“So, Kira, are you ready to spend 10 days with a complete stranger?”
In retrospect, perhaps it wasn’t the best way to start my first conversation ever with the 15-year-old girl that I was going to be staying with. It’s rare for me to hang out with 15-year-olds anyway, and I had just emerged from rehearsing for a play where I am a depressed young woman who leaps to her death from the lookout at Iguazu Falls on the Brazilian Argentine border. To say I was not in the right mindset to develop rapport with a teenager is an understatement.
In one week, my life went from a tranquil, peaceful existence in my little casita up on the side of a mountain to one full of running to and fro, from town to Kira’s house on the highway between my haven of Boquete and the next big city, David.
Kira’s mom, Jennifer, is my yoga instructor and a fantastic massage therapist. When she left for 10 days to offer massages at a surf competition, I temporarily inherited her house, her daughter and her yoga classes.
Don’t tell, but I’ve never lived with a 15-year-old, or taught yoga for that matter.
Fortunately, however, I HAVE taught small children to ski, and after that – not to mention learning Spanish in Southern Spain, where they have one of the thickest accents I have yet to encounter – I discovered that almost nothing seems impossible to me anymore.
The first day was a little rough. I taught the class without too much trouble – aside from the groaning of the poor participants – and ended up at Jen’s house, awaiting Kira’s return from school.
She did not come home.
Ok, it was only an hour, but it felt like a couple days.
(I should say here that I knew Kira wasn’t in any real danger. She always came home from school with her boyfriend, who lives right up the street. If he hadn’t checked in with his mom and they were really missing, I knew I would have heard.)
She told me that she hadn’t heard her phone, and that they’d stayed in town to eat pie.
Well, shit. Who could say no to pie??
I said – very firmly…ok maybe not as firmly as I had hoped – that next time she needed to let me know if she wasn’t going to come home right away. She agreed.
She went to her boyfriend’s house. She texted to ask if she could stay a little later. I said she had to be home at 8:30. She had not shown up by 8:45. I texted her. She hightailed it home. I told her she needed to think about getting ready for bed. She gave me The Teenager Face: no emotion, just eyes rolled upward to take in my face, presumably to see if I was serious.
“Come on Kira. I let you stay later than you usually can at Isaiah’s –“
“Thank you…”
“And you came home later than you were supposed to.”
“Sorry.”
“Now it’s time for bed.”
“Okay.”
And that was the end of it. The end of our strife, that is. For the next couple days she did what I asked of her, but continued to use The Teenager Face to study me. She was never rude, just withdrawn, detached.
Then her mom texted me to ask me to tell Kira to water the yellow flowers twice a day.
“I don’t know which flowers she’s talking about,” Kira said.
In truth, I didn’t see anything that looked like it needed watering, either, but I pointed to a flowering plant on the coffee table.
“Could it be this one?” I asked.
“That one’s fake,” she said.
I burst out laughing. Something about my foolishness – and inability to discern a plastic decoration from the real thing – caused her Teenager Face to break into a smile.
With that smile, a new Kira emerged. She’s shy, but holy cow is this girl intelligent and interesting. She’s really into anime and times her trips back to the States to see her friends and family with a huge anime conference in Vancouver, Washington, not far from Eugene, where she grew up. She loves to write, is a voracious reader, sews costumes, dresses like a courageously Goth version of Carrie Bradshaw, takes pictures and hates it when her room gets messy. I took her to the library when I found out she’d never been and helped her get a library card, then sat in a chair pretending to read, watching her peruse shelves of books for almost an hour.
I see myself in her, but a different version of me. Kira may not have had the stability that I grew up with, but I was already suppressing all the things I liked to do when I was 15; I had already found alcohol and the cool kids; I was already too interested in trying to be liked, and not interested enough in what made me really happy. At that point, I’m not sure I would have even been able to tell you what would have made me happy, unless it was fitting in. Kira, on the other hand, is in the process of writing seven different stories, one of which is already 70 pages long. Today she bought hairspray for her wig, which is part of the costume she wears to the anime conference.
There may be things I wish had been different about my childhood, and yet overall I had a fantastic one very similar in at least one aspect to Kira’s: it was filled with adventures, people who loved me and the makings of fond memories. Not quite the same as Kira’s, perhaps, but important and life-forming nonetheless.
Besides, I would not be here now if it had been different. Despite the last hectic week, the stretching of my comfort zone by a teenager, a yoga class, the characters I’m playing in the one act plays, the soul searching and unexpected bumps that have paved the way, I am more grateful for where I am now than perhaps anywhere I have ever been before. It just goes to show that all those little steps will lead you to somewhere big, but most likely to nowhere you have ever expected to go.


▸ **Aim of the exercise**: Look through the records, and whenever a line includes the word "Average", copy it.

[Items from a dataset]
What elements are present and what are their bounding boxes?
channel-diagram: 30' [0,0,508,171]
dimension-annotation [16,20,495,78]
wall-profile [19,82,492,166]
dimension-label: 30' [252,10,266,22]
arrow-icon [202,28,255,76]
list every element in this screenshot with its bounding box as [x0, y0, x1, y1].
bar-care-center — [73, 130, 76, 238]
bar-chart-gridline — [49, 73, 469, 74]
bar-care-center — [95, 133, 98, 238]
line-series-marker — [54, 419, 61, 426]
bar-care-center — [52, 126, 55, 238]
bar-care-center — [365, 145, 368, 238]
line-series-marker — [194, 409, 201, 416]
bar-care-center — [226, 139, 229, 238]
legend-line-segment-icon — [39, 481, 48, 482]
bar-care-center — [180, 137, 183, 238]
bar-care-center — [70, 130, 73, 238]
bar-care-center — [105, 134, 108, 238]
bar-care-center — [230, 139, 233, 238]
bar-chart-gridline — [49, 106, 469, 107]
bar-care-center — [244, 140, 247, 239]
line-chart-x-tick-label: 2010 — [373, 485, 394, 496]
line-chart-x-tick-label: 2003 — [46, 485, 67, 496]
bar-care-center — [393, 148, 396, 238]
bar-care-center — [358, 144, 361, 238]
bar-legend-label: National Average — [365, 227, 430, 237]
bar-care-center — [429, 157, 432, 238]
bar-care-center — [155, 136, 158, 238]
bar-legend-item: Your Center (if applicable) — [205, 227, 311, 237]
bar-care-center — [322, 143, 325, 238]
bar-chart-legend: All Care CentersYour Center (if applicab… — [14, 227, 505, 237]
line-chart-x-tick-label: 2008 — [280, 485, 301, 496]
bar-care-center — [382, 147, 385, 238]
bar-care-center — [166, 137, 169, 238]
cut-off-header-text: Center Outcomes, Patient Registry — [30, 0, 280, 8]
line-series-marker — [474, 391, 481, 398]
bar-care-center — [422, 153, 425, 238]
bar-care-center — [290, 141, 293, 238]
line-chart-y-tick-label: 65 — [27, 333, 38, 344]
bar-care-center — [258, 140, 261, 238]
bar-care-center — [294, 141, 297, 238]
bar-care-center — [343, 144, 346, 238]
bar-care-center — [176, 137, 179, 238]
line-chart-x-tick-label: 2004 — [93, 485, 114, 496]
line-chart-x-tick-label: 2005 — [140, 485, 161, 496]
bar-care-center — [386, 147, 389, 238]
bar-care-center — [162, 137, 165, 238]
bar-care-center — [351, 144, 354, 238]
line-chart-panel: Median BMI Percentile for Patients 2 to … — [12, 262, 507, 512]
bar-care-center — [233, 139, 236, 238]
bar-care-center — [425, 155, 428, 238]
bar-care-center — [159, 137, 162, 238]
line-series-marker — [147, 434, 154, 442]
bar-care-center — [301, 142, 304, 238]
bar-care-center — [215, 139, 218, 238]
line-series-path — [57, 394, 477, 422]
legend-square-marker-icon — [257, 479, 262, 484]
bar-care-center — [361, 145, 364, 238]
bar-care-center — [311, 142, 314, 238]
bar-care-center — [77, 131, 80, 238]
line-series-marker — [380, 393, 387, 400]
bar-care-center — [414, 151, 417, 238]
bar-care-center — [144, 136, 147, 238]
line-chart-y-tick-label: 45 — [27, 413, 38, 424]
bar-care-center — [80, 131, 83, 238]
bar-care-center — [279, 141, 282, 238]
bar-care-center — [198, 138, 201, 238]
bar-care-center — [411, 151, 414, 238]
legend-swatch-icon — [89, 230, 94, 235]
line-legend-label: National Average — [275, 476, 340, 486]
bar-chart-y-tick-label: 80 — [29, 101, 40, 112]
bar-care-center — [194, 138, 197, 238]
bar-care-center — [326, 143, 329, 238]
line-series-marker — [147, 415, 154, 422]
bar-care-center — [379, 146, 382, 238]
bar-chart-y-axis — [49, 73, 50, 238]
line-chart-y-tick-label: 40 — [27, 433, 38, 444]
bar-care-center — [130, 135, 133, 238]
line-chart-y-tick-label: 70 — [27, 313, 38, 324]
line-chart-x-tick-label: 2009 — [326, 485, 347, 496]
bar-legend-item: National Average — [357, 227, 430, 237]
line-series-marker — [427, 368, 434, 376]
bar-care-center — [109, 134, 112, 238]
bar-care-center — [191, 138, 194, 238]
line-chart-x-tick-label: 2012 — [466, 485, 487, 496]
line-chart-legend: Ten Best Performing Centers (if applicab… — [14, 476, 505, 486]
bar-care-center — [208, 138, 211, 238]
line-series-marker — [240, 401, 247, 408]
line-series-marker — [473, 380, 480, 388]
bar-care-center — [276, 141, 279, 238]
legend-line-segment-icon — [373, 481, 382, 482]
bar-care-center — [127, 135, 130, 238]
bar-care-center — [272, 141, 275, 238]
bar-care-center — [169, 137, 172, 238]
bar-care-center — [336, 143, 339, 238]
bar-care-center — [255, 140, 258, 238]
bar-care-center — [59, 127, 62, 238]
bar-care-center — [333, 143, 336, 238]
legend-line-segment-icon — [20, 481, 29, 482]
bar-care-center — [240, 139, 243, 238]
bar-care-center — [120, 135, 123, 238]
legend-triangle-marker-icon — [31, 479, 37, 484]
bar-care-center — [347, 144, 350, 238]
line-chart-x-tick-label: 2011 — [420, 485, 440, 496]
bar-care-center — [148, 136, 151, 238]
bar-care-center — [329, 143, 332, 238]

▸ **Your response**:
bar-legend-label: National Average — [365, 227, 430, 237]
line-legend-label: National Average — [275, 476, 340, 486]
bar-legend-item: National Average — [357, 227, 430, 237]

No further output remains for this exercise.